Kahumoku returned Feb. 19 from a 15-city tour across the Mainland, along with other slack-key artists. Among them was Owana Salazar, a vocalist and one of the few female guitarists trained in the ki ho'alu style. Salazar and Kahumoku had been acquaintances since both attended the Kamehameha Schools but became friends and colleagues three years ago when they sat in on a gig at BJ's Chicago Pizzeria in Lahaina.

A little later, Kahumoku called Salazar on O'ahu and asked if she'd perform an ongoing gig with him and son Keoki at the Westin Maui. For the next two years, Salazar commuted to the Valley Island three nights a week, an experience from which she learned a lot, she said.

"George and Keoki are very responsible human beings, the big chip off the big block," Salazar said. "You almost never hear them complain. I know from working with George, we're just going to get things done."

Kahumoku seems to make connections easily. Four years ago, a Manhattan Beach, Calif., programmer named Paul Konwiser, always fond of Hawai'i and its music, attended a pre-concert lecture Kahumoku gave at UCLA.

"It's not like any lecture you've ever seen," Konwiser said. "He sings songs and tells stories. He just draws you in."

Later, the two met, and after a chat Konwiser offered to help Kahumoku's students by setting them up with some computers. It was the beginning of a friendship that led a year or two later to "one of those conversations you have when you're about 50: 'What do you want to be when you grow up?'" Konwiser recalled.

"George said, 'I always wanted my stories written down,'" he added. "I said, 'I always wanted to be a writer.' And he stuck out his hand."

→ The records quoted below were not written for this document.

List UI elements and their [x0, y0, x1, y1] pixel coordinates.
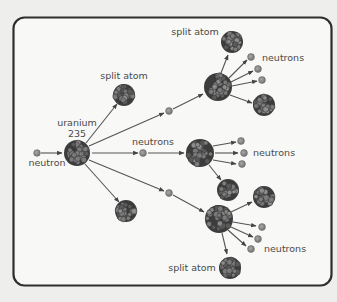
neutron: [255, 236, 262, 243]
neutron: [140, 150, 147, 157]
neutron: [248, 246, 255, 253]
neutron: [241, 150, 248, 157]
split-atom-icon: [219, 257, 241, 279]
split-atom-label: split atom: [100, 70, 148, 81]
uranium-label: uranium: [57, 117, 97, 128]
split-atom-label: split atom: [168, 262, 216, 273]
neutron: [238, 138, 245, 145]
uranium-mass-label: 235: [68, 128, 86, 139]
neutron: [166, 108, 173, 115]
neutron: [259, 224, 266, 231]
neutrons-label: neutrons: [262, 52, 304, 63]
neutron: [166, 190, 173, 197]
nucleus-icon: [186, 139, 214, 167]
neutron: [248, 54, 255, 61]
neutrons-label: neutrons: [132, 136, 174, 147]
neutron: [255, 66, 262, 73]
neutrons-label: neutrons: [253, 147, 295, 158]
neutron: [259, 77, 266, 84]
incoming-neutron-label: neutron: [28, 157, 65, 168]
split-atom-label: split atom: [171, 26, 219, 37]
nucleus-icon: [205, 205, 233, 233]
nucleus-icon: [64, 140, 90, 166]
neutrons-label: neutrons: [264, 243, 306, 254]
split-atom-icon: [253, 94, 275, 116]
split-atom-icon: [253, 186, 275, 208]
split-atom-icon: [115, 200, 137, 222]
neutron: [239, 161, 246, 168]
incoming-neutron: [34, 150, 41, 157]
fission-chain-diagram: uranium 235 neutron split atom neutrons …: [0, 0, 337, 302]
split-atom-icon: [221, 31, 243, 53]
split-atom-icon: [217, 179, 239, 201]
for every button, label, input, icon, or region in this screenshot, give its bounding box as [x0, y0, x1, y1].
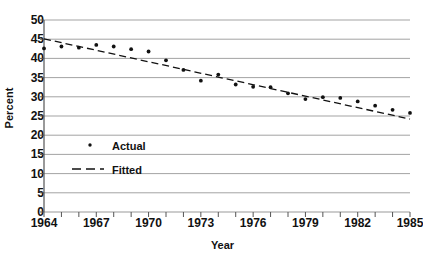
data-point — [147, 50, 151, 54]
data-point — [269, 85, 273, 89]
x-tick-label: 1985 — [397, 216, 423, 230]
data-point — [286, 91, 290, 95]
data-point — [356, 100, 360, 104]
legend-marker-actual — [88, 143, 91, 146]
data-point — [408, 111, 412, 115]
legend-label-fitted: Fitted — [112, 164, 142, 176]
x-tick-label: 1976 — [240, 216, 267, 230]
data-point — [60, 45, 64, 49]
x-axis-title: Year — [0, 239, 421, 251]
data-point — [338, 96, 342, 100]
data-point — [373, 104, 377, 108]
data-point — [164, 58, 168, 62]
data-point — [216, 73, 220, 77]
data-point — [42, 47, 46, 51]
data-point — [251, 85, 255, 89]
legend-label-actual: Actual — [112, 140, 146, 152]
data-point — [234, 83, 238, 87]
data-point — [182, 68, 186, 72]
fitted-line — [44, 39, 410, 119]
data-point — [321, 95, 325, 99]
x-tick-label: 1979 — [292, 216, 319, 230]
x-tick-label: 1970 — [135, 216, 162, 230]
data-point — [112, 45, 116, 49]
x-tick-label: 1964 — [31, 216, 58, 230]
data-point — [391, 108, 395, 112]
data-point — [129, 47, 133, 51]
data-point — [94, 43, 98, 47]
x-tick-label: 1967 — [83, 216, 110, 230]
data-point — [77, 46, 81, 50]
data-point — [199, 79, 203, 83]
x-tick-label: 1973 — [187, 216, 214, 230]
data-point — [304, 97, 308, 101]
x-tick-label: 1982 — [344, 216, 371, 230]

So Konwiser helped Kahumoku set down his story in "A Hawaiian Life." In addition to the narrative, Kahumoku contributed pen-and-ink illustrations that spotlight his skill with fine arts. After focusing his studies on art at Kamehameha, he went on to the California College of Arts and Crafts in Oakland. His skills include sculpture as well as drawing; one of his pieces, titled "Puhi," stands in the governor's office.

What enables Kahumoku to merge all these disparate aptitudes in his life is that he doesn't view them as particularly disparate. For him, work is connected to craft is connected to art.

He spent many of his growing-up years on the Kona coast, raised largely by grandparents and great-grandparents (his parents had divorced, and his father worked as a diesel mechanic on Kwajalein).

There were 26 cousins living in three houses in the family compound; one was a cookhouse, containing an imu and kerosene stove. Farming became a way of life that followed him into adulthood; Kahumoku has raised pigs and worked a Big Island macadamia nut and coffee farm.

In a very Hawaiian way of thinking, farming and artistry, he said, are all the same.

"When I was farming the land, I was sculpting the land," he said. "The medium doesn't matter . . . I can be sculpting, or raising a pig, and it's the same. You do all this preparation work, and once you get the piece out, you get to work it and polish it."

He smiled.

"The pig is better," he added, "because you can eat it."